Large root systems produce many more fruit buds

Green beans are one of the crops we refer to as a ‘multi-fruiting’ crop, which is a crop that blooms and sets fruit for an extended period, and has the capacity to increase the number of buds based on health and nutritional integrity.

Beans can have one pod per node or a dozen. Tomatoes can have two tomatoes per cluster, or ten. Cucumbers can have one female bud per node, or three. For these multi-fruiting crops, it is possible to produce large yield increases by increasing the number of fruit per plant when we make sure the soil has the capacity to deliver all the nutrition needed to fill the fruit load.

The key to producing short tight internodes and many fruit buds is to make sure these plants have an abundance of cytokinins being produced each day. (There is a closely connected conversation about maintaining a balance between nutrients which drive vegetative growth and reproductive growth, which you can learn about in the podcast here.)

Cytokinins are produced in growing root tips and cobalt is a key enzyme cofactor needed for cytokinin synthesis.

The key is that a growing root tip is needed to produce cytokinins, particularly at the stages of bud initation and pollination.

A healthy disease resistant plant will always be cytokinin dominant, rather than auxin dominant. This means they will always have more growing root tips (producing cytokinins) than they have growing shoot tips or seeds (producing auxins). It also means that these plants will have larger root biomass than vegetative biomass.

This is a topic worth diving deeply into, particularly if you are growing these types of crops.

Increasing the pod count on soybeans by more than 50% is easy. Filling those beans to produced an increased yield is where the focused attention needs to be. Similar increases are possible on many other crops.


* [WORK ORDER]
Restate each line of the listing exactly, without carrying over any pictures.

* [DATA EXTRACTS]

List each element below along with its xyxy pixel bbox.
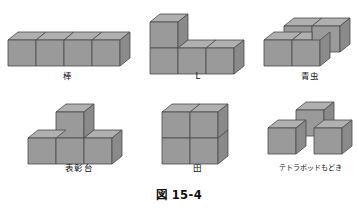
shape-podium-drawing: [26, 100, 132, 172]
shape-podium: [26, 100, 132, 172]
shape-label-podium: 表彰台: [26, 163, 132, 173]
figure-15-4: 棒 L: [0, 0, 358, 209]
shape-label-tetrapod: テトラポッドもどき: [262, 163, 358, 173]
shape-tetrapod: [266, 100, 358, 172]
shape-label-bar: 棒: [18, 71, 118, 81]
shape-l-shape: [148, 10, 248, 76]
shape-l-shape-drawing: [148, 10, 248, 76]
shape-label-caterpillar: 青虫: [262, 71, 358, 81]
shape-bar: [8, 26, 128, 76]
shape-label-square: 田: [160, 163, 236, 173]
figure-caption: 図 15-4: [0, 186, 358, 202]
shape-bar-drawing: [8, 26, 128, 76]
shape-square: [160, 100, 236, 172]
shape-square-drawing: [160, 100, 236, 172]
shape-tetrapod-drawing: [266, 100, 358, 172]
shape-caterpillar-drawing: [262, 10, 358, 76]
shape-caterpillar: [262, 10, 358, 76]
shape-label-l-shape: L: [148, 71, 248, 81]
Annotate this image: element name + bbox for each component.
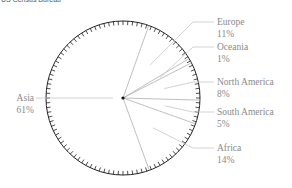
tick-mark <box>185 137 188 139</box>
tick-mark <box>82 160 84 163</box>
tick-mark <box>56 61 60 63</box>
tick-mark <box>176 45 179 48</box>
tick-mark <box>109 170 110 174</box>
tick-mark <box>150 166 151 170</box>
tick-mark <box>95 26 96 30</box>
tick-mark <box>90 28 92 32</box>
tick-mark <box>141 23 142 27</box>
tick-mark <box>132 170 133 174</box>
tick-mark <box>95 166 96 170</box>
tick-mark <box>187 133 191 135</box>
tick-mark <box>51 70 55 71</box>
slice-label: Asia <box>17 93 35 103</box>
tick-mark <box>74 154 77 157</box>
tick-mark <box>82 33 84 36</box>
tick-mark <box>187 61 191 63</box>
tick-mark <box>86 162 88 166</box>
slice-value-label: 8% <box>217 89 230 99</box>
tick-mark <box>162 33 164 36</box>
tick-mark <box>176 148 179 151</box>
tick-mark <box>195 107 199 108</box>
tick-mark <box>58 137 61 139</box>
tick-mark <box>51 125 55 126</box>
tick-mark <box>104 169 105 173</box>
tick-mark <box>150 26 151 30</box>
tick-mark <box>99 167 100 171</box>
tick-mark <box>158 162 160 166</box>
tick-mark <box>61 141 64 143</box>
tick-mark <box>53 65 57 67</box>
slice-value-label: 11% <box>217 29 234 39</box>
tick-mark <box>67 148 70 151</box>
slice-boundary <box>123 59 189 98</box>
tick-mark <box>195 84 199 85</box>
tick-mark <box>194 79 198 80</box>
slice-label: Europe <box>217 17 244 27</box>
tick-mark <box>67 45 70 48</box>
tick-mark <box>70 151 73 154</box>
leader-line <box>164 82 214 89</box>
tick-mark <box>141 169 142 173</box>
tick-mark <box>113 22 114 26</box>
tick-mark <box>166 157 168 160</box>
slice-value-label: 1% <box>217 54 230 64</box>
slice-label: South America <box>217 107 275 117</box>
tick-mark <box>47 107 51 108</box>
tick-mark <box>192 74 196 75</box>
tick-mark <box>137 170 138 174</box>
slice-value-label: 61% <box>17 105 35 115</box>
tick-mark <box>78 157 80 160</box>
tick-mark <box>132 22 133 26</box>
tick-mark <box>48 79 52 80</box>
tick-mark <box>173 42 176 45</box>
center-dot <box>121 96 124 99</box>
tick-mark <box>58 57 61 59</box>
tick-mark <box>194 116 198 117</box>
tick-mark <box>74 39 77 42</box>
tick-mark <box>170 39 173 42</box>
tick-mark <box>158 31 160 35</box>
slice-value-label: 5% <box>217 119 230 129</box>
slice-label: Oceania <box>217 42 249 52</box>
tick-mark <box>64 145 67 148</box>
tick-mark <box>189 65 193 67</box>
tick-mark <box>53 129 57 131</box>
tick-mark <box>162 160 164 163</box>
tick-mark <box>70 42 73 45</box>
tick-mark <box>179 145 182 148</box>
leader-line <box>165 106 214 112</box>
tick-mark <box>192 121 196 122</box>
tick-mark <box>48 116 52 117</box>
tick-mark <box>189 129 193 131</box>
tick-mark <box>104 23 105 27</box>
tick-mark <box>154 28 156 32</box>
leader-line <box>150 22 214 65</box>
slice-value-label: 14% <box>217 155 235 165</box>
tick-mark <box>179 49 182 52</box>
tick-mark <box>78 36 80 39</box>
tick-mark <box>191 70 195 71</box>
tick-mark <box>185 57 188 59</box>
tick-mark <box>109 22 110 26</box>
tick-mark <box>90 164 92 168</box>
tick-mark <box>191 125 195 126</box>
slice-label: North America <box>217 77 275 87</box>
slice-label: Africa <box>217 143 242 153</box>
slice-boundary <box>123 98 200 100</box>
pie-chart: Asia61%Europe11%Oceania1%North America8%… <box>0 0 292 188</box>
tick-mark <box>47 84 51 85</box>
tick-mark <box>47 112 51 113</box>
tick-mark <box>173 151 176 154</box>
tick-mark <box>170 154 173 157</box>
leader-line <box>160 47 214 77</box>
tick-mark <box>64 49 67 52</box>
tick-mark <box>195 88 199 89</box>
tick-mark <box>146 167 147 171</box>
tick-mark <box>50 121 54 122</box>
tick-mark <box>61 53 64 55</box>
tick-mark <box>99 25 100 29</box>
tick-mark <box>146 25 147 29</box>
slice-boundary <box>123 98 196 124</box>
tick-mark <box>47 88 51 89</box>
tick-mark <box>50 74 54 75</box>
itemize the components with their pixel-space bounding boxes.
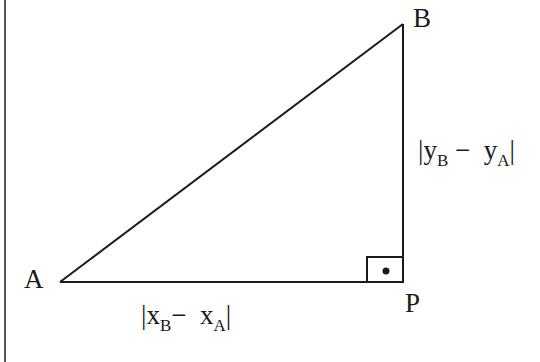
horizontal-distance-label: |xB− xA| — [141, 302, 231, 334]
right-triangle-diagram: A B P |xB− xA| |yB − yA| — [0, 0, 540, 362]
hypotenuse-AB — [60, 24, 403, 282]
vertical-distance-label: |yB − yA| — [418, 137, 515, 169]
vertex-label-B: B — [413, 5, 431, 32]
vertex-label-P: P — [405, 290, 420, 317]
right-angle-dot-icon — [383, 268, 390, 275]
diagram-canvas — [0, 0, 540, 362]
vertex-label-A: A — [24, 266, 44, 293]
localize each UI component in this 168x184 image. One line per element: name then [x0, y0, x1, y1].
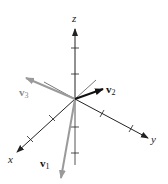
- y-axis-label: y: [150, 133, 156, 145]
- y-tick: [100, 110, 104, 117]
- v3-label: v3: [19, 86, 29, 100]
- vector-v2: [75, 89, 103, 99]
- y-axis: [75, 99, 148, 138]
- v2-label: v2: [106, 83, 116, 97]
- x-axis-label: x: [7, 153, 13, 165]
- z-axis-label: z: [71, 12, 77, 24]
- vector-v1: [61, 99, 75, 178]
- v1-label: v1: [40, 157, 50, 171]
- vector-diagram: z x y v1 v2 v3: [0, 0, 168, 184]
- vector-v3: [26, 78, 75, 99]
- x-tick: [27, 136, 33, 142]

* [YOUR SOLUTION]
List each element below along with its xyxy pixel bbox.
shape-podium-drawing: [26, 100, 132, 172]
shape-podium: [26, 100, 132, 172]
shape-label-podium: 表彰台: [26, 163, 132, 173]
figure-15-4: 棒 L: [0, 0, 358, 209]
shape-label-tetrapod: テトラポッドもどき: [262, 163, 358, 173]
shape-tetrapod: [266, 100, 358, 172]
shape-label-bar: 棒: [18, 71, 118, 81]
shape-l-shape: [148, 10, 248, 76]
shape-l-shape-drawing: [148, 10, 248, 76]
shape-label-caterpillar: 青虫: [262, 71, 358, 81]
shape-bar: [8, 26, 128, 76]
shape-label-square: 田: [160, 163, 236, 173]
figure-caption: 図 15-4: [0, 186, 358, 202]
shape-bar-drawing: [8, 26, 128, 76]
shape-square: [160, 100, 236, 172]
shape-square-drawing: [160, 100, 236, 172]
shape-tetrapod-drawing: [266, 100, 358, 172]
shape-caterpillar-drawing: [262, 10, 358, 76]
shape-caterpillar: [262, 10, 358, 76]
shape-label-l-shape: L: [148, 71, 248, 81]
Annotate this image: element name + bbox for each component.
tick-mark <box>185 137 188 139</box>
tick-mark <box>82 160 84 163</box>
tick-mark <box>56 61 60 63</box>
tick-mark <box>176 45 179 48</box>
tick-mark <box>109 170 110 174</box>
tick-mark <box>150 166 151 170</box>
tick-mark <box>95 26 96 30</box>
tick-mark <box>90 28 92 32</box>
tick-mark <box>141 23 142 27</box>
tick-mark <box>132 170 133 174</box>
tick-mark <box>95 166 96 170</box>
tick-mark <box>187 133 191 135</box>
tick-mark <box>51 70 55 71</box>
slice-label: Asia <box>17 93 35 103</box>
tick-mark <box>74 154 77 157</box>
tick-mark <box>82 33 84 36</box>
tick-mark <box>187 61 191 63</box>
tick-mark <box>86 162 88 166</box>
slice-value-label: 8% <box>217 89 230 99</box>
tick-mark <box>162 33 164 36</box>
tick-mark <box>176 148 179 151</box>
tick-mark <box>195 107 199 108</box>
tick-mark <box>58 137 61 139</box>
tick-mark <box>51 125 55 126</box>
tick-mark <box>104 169 105 173</box>
tick-mark <box>150 26 151 30</box>
tick-mark <box>99 167 100 171</box>
tick-mark <box>158 162 160 166</box>
tick-mark <box>61 141 64 143</box>
tick-mark <box>53 65 57 67</box>
slice-value-label: 11% <box>217 29 234 39</box>
tick-mark <box>67 148 70 151</box>
slice-boundary <box>123 59 189 98</box>
tick-mark <box>195 84 199 85</box>
tick-mark <box>194 79 198 80</box>
slice-label: Europe <box>217 17 244 27</box>
tick-mark <box>67 45 70 48</box>
tick-mark <box>70 151 73 154</box>
leader-line <box>164 82 214 89</box>
tick-mark <box>141 169 142 173</box>
tick-mark <box>113 22 114 26</box>
tick-mark <box>166 157 168 160</box>
slice-value-label: 1% <box>217 54 230 64</box>
slice-label: South America <box>217 107 275 117</box>
tick-mark <box>47 107 51 108</box>
tick-mark <box>192 74 196 75</box>
tick-mark <box>137 170 138 174</box>
slice-value-label: 61% <box>17 105 35 115</box>
tick-mark <box>78 157 80 160</box>
tick-mark <box>132 22 133 26</box>
tick-mark <box>48 79 52 80</box>
tick-mark <box>173 42 176 45</box>
center-dot <box>121 96 124 99</box>
tick-mark <box>58 57 61 59</box>
tick-mark <box>194 116 198 117</box>
tick-mark <box>74 39 77 42</box>
tick-mark <box>170 39 173 42</box>
tick-mark <box>158 31 160 35</box>
slice-value-label: 5% <box>217 119 230 129</box>
slice-label: Oceania <box>217 42 249 52</box>
tick-mark <box>64 145 67 148</box>
tick-mark <box>189 65 193 67</box>
tick-mark <box>53 129 57 131</box>
tick-mark <box>162 160 164 163</box>
tick-mark <box>70 42 73 45</box>
tick-mark <box>179 145 182 148</box>
leader-line <box>165 106 214 112</box>
tick-mark <box>192 121 196 122</box>
tick-mark <box>48 116 52 117</box>
tick-mark <box>189 129 193 131</box>
tick-mark <box>104 23 105 27</box>
tick-mark <box>154 28 156 32</box>
leader-line <box>150 22 214 65</box>
slice-value-label: 14% <box>217 155 235 165</box>
tick-mark <box>179 49 182 52</box>
tick-mark <box>78 36 80 39</box>
tick-mark <box>191 70 195 71</box>
tick-mark <box>185 57 188 59</box>
tick-mark <box>109 22 110 26</box>
tick-mark <box>90 164 92 168</box>
tick-mark <box>191 125 195 126</box>
slice-label: North America <box>217 77 275 87</box>
slice-label: Africa <box>217 143 242 153</box>
slice-boundary <box>123 98 200 100</box>
pie-chart: Asia61%Europe11%Oceania1%North America8%… <box>0 0 292 188</box>
tick-mark <box>47 84 51 85</box>
tick-mark <box>47 112 51 113</box>
tick-mark <box>173 151 176 154</box>
tick-mark <box>170 154 173 157</box>
leader-line <box>160 47 214 77</box>
tick-mark <box>64 49 67 52</box>
tick-mark <box>195 88 199 89</box>
tick-mark <box>146 167 147 171</box>
tick-mark <box>50 121 54 122</box>
tick-mark <box>61 53 64 55</box>
tick-mark <box>99 25 100 29</box>
tick-mark <box>146 25 147 29</box>
slice-boundary <box>123 98 196 124</box>
tick-mark <box>47 88 51 89</box>
tick-mark <box>50 74 54 75</box>
itemize the components with their pixel-space bounding boxes.
horizontal-distance-label: |xB− xA| — [141, 302, 231, 334]
right-triangle-diagram: A B P |xB− xA| |yB − yA| — [0, 0, 540, 362]
hypotenuse-AB — [60, 24, 403, 282]
vertical-distance-label: |yB − yA| — [418, 137, 515, 169]
vertex-label-B: B — [413, 5, 431, 32]
vertex-label-P: P — [405, 290, 420, 317]
right-angle-dot-icon — [383, 268, 390, 275]
diagram-canvas — [0, 0, 540, 362]
vertex-label-A: A — [24, 266, 44, 293]
localize each UI component in this 168x184 image. One line per element: name then [x0, y0, x1, y1].
- y-axis-label: y: [150, 133, 156, 145]
- y-tick: [100, 110, 104, 117]
- v3-label: v3: [19, 86, 29, 100]
- vector-v2: [75, 89, 103, 99]
- y-axis: [75, 99, 148, 138]
- v2-label: v2: [106, 83, 116, 97]
- x-axis-label: x: [7, 153, 13, 165]
- z-axis-label: z: [71, 12, 77, 24]
- vector-v1: [61, 99, 75, 178]
- v1-label: v1: [40, 157, 50, 171]
- vector-diagram: z x y v1 v2 v3: [0, 0, 168, 184]
- vector-v3: [26, 78, 75, 99]
- x-tick: [27, 136, 33, 142]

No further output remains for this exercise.